Scanning tips
14 years ago
Happy New Year! And a request:
What really stops me from uploading more of my work is that I don't know how to scan my drawings without having to re-draw them because of the poor transition of the lines from paper to screen.
Can somebody give me any suggestions? (Some suggestions as how to colour in Photoshop without losing those lines is welcome as well.)
What really stops me from uploading more of my work is that I don't know how to scan my drawings without having to re-draw them because of the poor transition of the lines from paper to screen.
Can somebody give me any suggestions? (Some suggestions as how to colour in Photoshop without losing those lines is welcome as well.)
FA+

Colouring black-and-white drawings in Photoshop without covering up the original lines has always bugged me. :) I know there're programmes that supposedly isolate the lines and render them as a "layer" so you can add a colour layer underneath, but I've never found/used one. Maybe someone else can help?
One not-so-efficient tool, which I used for my submission called "Gift icon", was the Magic Wand Mask Tool in Corel Photo-Paint. The original by Cooner was a B/W inked drawing; I used the Magic Wand Mask Tool to isolate the white areas of the paper (everything but the inked lines), reversed the mask so the inked lines were isolated instead, then Copied and Pasted the inked lines as a layer. This wasn't perfect since the lines came with faint grey patches surrounding them (the Mask Tool hadn't removed the subtle greys, only the white). I got rid of the grey patches the old-fashioned way, partly with Feather and partly with the Eraser. :)
Far from ideal, and very troublesome, but it was the only way I knew!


## [WHAT IS REQUIRED]
Copy the records exactly, every one of them.

:: GIVEN DATA

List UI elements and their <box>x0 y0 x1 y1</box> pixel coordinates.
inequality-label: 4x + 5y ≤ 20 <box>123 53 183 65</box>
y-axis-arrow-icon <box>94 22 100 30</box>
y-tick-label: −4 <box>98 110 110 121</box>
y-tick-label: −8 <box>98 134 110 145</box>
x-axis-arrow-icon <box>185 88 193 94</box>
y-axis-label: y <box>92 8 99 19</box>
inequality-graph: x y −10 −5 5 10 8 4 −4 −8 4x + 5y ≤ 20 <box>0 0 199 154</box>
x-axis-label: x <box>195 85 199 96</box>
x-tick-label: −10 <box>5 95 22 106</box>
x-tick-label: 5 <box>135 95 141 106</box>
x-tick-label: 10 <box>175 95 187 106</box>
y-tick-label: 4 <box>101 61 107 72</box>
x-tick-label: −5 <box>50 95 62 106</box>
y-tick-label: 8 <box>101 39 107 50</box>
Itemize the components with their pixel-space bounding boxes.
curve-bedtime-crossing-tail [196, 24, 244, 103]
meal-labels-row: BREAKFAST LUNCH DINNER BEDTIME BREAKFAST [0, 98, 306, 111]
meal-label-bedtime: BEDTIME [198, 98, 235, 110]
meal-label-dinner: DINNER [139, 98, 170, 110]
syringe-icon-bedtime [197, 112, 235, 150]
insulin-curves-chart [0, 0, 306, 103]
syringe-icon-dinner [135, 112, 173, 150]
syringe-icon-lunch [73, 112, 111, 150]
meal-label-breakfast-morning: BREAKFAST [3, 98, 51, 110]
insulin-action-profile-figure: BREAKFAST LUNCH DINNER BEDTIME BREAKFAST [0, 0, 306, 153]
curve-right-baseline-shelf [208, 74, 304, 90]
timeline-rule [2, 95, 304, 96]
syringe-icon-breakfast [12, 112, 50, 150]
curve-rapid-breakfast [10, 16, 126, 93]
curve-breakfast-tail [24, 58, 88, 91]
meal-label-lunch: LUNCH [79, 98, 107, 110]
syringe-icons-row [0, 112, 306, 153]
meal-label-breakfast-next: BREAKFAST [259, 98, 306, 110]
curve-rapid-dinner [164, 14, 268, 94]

::::

## [EXERCISE SOLUTION]
List UI elements and their <box>x0 y0 x1 y1</box> pixel coordinates.
inequality-label: 4x + 5y ≤ 20 <box>123 53 183 65</box>
y-axis-arrow-icon <box>94 22 100 30</box>
y-tick-label: −4 <box>98 110 110 121</box>
y-tick-label: −8 <box>98 134 110 145</box>
x-axis-arrow-icon <box>185 88 193 94</box>
y-axis-label: y <box>92 8 99 19</box>
inequality-graph: x y −10 −5 5 10 8 4 −4 −8 4x + 5y ≤ 20 <box>0 0 199 154</box>
x-axis-label: x <box>195 85 199 96</box>
x-tick-label: −10 <box>5 95 22 106</box>
x-tick-label: 5 <box>135 95 141 106</box>
x-tick-label: 10 <box>175 95 187 106</box>
y-tick-label: 4 <box>101 61 107 72</box>
x-tick-label: −5 <box>50 95 62 106</box>
y-tick-label: 8 <box>101 39 107 50</box>
Itemize the components with their pixel-space bounding boxes.
curve-bedtime-crossing-tail [196, 24, 244, 103]
meal-labels-row: BREAKFAST LUNCH DINNER BEDTIME BREAKFAST [0, 98, 306, 111]
meal-label-bedtime: BEDTIME [198, 98, 235, 110]
meal-label-dinner: DINNER [139, 98, 170, 110]
syringe-icon-bedtime [197, 112, 235, 150]
insulin-curves-chart [0, 0, 306, 103]
syringe-icon-dinner [135, 112, 173, 150]
syringe-icon-lunch [73, 112, 111, 150]
meal-label-breakfast-morning: BREAKFAST [3, 98, 51, 110]
insulin-action-profile-figure: BREAKFAST LUNCH DINNER BEDTIME BREAKFAST [0, 0, 306, 153]
curve-right-baseline-shelf [208, 74, 304, 90]
timeline-rule [2, 95, 304, 96]
syringe-icon-breakfast [12, 112, 50, 150]
curve-rapid-breakfast [10, 16, 126, 93]
curve-breakfast-tail [24, 58, 88, 91]
meal-label-lunch: LUNCH [79, 98, 107, 110]
syringe-icons-row [0, 112, 306, 153]
meal-label-breakfast-next: BREAKFAST [259, 98, 306, 110]
curve-rapid-dinner [164, 14, 268, 94]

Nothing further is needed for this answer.